When a COVID-19 vaccine is available, how will we pay for it?

When a COVID-19 vaccine is available, how will we pay for it?

  • 24 March 2020
  • 3 min read
  • by Jeff Weintraub
GAVI/2017/Guido Dingemans
GAVI/2017/Guido Dingemans

 

In the race to produce a safe and effective vaccine against the COVID-19 virus, one of the many challenges will be the cost of developing the vaccine and eventually getting it to the vast number of people worldwide who will need it.

It’s too soon to know precisely what that price tag will be. But there’s little doubt that the financial burden will swamp the collective capacity of the world’s governments, which are already mobilising unprecedented levels of funding to fight the outbreak domestically and keep their devastated economies from collapse.

Clinical trials, which can cost tens of millions of dollars to conduct regardless of the outcome, are now underway for at least a few of the vaccine candidates, and there will be more. If novel technologies produce an effective vaccine, there will be a need for new facilities at a cost of at least a half a billion dollars each. And even if the price for each dose of the vaccine is relatively modest, the sheer scale of need will be immense, with a large proportion of the planet's population most likely requiring vaccination every year or so.

But what if those battered governments commit to paying for this essential, life-saving vaccine over many years? And, then, against those promised future payments, what if we ask private investors to lend enough cash right now to quell the crisis?

That’s essentially how a mechanism called the International Finance Facility for Immunisation, or IFFIm, works, and why it could very well be pressed into service by Gavi to ensure there is enough funding in the near term to produce and rapidly deploy the eventual COVID-19 vaccine or vaccines. With this tool, the world can provide critical funding not just when it’s available – which too often in emergencies like this is too late – but, more importantly, when it’s needed.

Here’s how it has worked so far: ten countries have committed to pay out more than US$ 6.5 billion to IFFIm over 10 to 23 years. Against those pledges, since 2006 IFFIm’s Vaccine Bonds have raised about US$ 6.1 billion from private sector investors around the world and provided US$ 2.6 billion of immediately available funding for Gavi. In several years, IFFIm then pays back those investors at a competitive rate of return.

That’s made it possible for Gavi to pay for pressing immunisation programmes such as vaccine campaigns and introductions, as well as for polio eradication, vaccine stockpiles and health system strengthening. And, in 2019, it issued a bond against a long-term commitment from the Norwegian Government to raise funding for the Coalition for Epidemic Preparedness and Innovation, or CEPI, which supports the creation of vaccines for a number of menacing infectious diseases, including now COVID-19.

IFFIm’s Vaccine Bonds have been enormously popular among investors for two primary reasons: they offer a competitive rate of return, and there is now a large and growing community of investors who are actively seeking ways to use their money to solve the world’s toughest social, environmental, economic and health challenges. Only with safe and effective vaccines can we stop the threat of COVID-19 that has so rapidly turned our world upside down. Efforts to produce them with what could be record-breaking speed will require enormous persistence, wisdom, good luck and, yes, resources. We need to use every available tool in our arsenal – and maybe a few new ones – to prevail. With IFFIm we already have one.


WHAT YOU HAVE TO DO
Only lines with the string "ylabel" are wanted. Pull them out of the data.

[Dataset rows about figures]
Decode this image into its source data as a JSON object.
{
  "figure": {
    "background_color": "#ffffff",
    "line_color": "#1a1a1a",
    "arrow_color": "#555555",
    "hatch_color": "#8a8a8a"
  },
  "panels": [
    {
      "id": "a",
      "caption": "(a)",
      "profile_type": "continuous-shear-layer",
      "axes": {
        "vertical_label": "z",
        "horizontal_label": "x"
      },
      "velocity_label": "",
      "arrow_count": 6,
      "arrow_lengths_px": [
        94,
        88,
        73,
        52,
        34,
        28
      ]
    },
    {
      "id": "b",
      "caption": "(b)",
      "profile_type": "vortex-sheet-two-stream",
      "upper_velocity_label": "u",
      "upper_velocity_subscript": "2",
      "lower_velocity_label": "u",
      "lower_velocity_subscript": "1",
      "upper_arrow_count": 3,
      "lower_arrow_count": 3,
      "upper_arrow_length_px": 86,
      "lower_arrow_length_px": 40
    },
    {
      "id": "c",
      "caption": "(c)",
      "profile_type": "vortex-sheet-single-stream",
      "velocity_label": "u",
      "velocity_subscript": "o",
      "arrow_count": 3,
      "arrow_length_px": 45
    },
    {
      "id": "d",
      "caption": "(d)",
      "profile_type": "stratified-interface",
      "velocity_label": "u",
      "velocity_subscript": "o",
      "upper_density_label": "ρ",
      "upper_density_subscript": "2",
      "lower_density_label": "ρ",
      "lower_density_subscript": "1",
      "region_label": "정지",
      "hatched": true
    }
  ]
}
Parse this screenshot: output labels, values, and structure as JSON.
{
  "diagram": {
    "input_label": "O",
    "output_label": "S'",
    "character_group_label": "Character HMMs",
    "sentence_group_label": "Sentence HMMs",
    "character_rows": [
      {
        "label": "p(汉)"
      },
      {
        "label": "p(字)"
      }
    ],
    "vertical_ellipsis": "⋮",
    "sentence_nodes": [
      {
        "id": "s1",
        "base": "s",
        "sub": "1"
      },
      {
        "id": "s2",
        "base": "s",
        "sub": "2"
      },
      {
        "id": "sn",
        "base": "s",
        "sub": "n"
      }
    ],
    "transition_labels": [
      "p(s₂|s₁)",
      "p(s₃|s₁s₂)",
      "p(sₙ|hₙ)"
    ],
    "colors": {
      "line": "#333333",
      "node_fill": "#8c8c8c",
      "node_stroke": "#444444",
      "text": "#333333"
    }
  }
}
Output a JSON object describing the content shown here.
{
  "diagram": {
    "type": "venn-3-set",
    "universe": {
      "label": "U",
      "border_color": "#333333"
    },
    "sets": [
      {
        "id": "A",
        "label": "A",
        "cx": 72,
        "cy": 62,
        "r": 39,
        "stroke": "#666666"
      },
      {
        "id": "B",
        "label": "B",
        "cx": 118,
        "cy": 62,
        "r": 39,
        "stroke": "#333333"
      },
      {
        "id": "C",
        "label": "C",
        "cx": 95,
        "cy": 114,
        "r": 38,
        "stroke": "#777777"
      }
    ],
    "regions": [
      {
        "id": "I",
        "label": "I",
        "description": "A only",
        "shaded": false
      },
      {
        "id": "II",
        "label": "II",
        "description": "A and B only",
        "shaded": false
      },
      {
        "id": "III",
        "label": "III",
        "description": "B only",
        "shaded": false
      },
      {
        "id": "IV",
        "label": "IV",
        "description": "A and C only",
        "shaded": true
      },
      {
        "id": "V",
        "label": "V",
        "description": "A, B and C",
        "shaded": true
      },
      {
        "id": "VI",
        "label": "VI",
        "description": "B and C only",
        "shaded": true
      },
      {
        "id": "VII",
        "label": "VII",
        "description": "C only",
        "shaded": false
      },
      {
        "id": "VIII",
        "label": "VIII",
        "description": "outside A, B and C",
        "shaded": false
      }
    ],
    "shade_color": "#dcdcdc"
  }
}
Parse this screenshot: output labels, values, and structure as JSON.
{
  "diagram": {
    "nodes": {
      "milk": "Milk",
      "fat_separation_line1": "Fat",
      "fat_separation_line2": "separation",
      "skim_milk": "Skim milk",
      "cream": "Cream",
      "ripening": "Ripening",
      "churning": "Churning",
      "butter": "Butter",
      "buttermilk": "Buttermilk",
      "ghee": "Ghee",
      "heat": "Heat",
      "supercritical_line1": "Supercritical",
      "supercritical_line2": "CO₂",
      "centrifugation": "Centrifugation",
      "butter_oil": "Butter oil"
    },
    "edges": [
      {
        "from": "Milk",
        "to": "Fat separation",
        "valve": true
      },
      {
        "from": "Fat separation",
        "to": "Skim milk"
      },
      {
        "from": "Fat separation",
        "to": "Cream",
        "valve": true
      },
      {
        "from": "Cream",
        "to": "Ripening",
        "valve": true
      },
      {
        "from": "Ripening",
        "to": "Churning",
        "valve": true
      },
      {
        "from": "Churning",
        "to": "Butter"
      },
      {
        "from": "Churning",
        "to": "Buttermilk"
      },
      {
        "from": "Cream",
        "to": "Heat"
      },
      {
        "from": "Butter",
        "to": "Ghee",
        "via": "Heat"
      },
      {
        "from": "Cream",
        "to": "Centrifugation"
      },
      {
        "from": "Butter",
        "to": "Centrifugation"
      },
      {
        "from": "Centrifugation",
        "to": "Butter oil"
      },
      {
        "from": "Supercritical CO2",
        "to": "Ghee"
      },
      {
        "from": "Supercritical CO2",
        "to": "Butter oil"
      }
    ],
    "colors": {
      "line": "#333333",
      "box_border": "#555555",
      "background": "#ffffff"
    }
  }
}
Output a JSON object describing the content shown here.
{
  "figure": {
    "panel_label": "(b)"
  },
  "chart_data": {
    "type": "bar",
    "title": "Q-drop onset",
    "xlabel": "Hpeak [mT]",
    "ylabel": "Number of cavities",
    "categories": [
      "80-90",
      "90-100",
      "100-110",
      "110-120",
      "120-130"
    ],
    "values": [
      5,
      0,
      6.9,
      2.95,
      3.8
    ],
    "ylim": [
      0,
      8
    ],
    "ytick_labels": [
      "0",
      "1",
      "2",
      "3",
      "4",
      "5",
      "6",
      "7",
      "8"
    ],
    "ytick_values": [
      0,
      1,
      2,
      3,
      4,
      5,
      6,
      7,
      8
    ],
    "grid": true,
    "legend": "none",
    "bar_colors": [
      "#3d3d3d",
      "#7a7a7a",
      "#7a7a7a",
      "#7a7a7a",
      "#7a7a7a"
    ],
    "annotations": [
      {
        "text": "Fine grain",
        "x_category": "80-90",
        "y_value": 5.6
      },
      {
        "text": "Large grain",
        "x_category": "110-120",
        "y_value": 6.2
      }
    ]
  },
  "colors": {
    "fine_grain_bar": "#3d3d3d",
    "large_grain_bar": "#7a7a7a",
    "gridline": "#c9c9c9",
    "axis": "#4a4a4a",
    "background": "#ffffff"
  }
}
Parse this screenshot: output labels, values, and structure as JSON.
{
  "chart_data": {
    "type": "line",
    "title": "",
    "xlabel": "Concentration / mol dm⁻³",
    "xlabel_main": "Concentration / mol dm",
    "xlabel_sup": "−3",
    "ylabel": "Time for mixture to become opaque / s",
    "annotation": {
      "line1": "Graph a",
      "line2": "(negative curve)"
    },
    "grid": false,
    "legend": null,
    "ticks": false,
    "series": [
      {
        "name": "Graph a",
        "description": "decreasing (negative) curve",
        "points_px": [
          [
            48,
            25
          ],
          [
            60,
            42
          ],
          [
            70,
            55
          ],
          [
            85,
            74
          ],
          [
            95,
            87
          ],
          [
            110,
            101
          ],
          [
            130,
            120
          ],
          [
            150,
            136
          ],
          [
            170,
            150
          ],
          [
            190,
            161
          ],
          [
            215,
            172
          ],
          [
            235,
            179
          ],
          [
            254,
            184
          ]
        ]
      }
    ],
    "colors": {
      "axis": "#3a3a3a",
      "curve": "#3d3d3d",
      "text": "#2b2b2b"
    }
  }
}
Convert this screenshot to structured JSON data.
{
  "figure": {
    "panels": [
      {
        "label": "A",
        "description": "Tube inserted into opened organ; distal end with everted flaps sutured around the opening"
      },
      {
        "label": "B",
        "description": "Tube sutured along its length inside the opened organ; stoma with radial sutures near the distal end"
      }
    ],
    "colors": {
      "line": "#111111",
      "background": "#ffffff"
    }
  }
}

---

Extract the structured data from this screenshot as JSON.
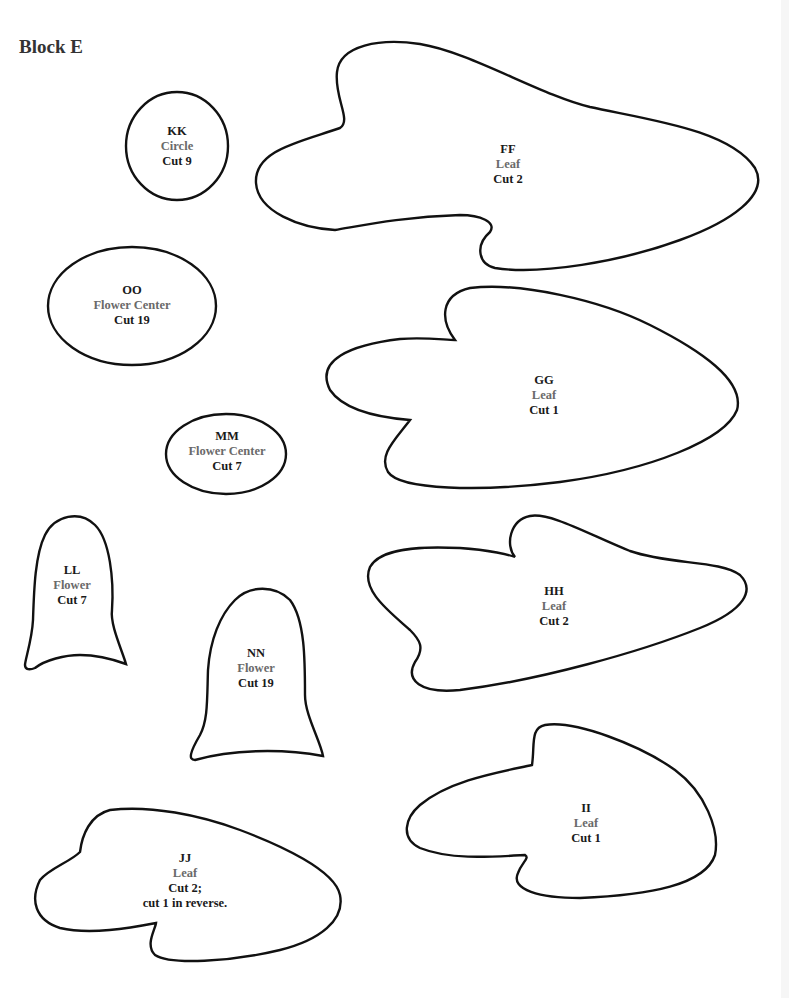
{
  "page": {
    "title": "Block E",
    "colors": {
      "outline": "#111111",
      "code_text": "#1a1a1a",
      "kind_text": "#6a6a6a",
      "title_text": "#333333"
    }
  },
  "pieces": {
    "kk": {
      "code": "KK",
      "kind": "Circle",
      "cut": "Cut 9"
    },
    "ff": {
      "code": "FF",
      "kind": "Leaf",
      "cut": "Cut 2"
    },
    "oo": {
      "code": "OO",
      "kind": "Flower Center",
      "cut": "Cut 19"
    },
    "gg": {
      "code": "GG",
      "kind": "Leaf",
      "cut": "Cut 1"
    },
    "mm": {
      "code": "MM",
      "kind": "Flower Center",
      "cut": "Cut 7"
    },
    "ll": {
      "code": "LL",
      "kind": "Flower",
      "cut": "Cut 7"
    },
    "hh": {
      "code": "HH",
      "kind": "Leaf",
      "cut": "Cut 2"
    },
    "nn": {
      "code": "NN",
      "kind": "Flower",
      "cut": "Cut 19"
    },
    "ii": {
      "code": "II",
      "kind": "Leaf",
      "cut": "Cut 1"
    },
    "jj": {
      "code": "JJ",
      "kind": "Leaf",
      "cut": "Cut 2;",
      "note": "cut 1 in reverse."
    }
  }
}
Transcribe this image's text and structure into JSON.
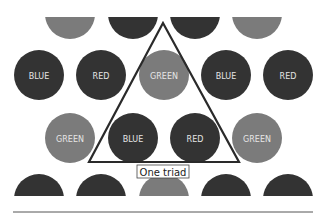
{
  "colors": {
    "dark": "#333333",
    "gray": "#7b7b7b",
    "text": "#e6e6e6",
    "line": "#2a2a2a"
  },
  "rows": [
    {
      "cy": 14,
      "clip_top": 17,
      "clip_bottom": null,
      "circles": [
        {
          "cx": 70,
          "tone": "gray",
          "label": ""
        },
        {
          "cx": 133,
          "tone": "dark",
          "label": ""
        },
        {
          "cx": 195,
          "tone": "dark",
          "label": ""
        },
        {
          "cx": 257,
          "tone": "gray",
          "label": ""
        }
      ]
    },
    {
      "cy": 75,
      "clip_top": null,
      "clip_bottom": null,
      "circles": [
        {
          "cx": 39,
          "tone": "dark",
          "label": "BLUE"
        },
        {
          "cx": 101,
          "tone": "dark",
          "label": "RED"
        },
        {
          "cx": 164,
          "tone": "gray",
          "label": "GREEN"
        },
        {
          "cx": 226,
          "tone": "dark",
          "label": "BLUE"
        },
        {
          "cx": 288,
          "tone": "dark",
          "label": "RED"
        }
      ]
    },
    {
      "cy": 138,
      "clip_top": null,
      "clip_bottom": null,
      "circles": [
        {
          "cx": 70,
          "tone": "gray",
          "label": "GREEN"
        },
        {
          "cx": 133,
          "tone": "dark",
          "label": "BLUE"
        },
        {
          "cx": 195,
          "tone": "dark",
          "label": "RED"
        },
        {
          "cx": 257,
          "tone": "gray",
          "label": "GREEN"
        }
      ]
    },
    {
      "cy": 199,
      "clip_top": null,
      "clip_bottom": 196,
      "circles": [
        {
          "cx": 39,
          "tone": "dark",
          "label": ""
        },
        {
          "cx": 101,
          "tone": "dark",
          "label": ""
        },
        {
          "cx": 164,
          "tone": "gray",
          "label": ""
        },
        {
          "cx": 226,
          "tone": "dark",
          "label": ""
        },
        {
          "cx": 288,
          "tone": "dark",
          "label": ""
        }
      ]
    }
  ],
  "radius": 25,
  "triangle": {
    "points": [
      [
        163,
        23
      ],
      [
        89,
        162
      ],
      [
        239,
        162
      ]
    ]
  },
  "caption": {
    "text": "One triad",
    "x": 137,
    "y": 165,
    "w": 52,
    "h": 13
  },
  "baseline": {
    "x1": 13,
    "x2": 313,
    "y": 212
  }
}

REPLY TO THE EXERCISE
    "ylabel": "Number of cavities",
    "ylabel": "Time for mixture to become opaque / s",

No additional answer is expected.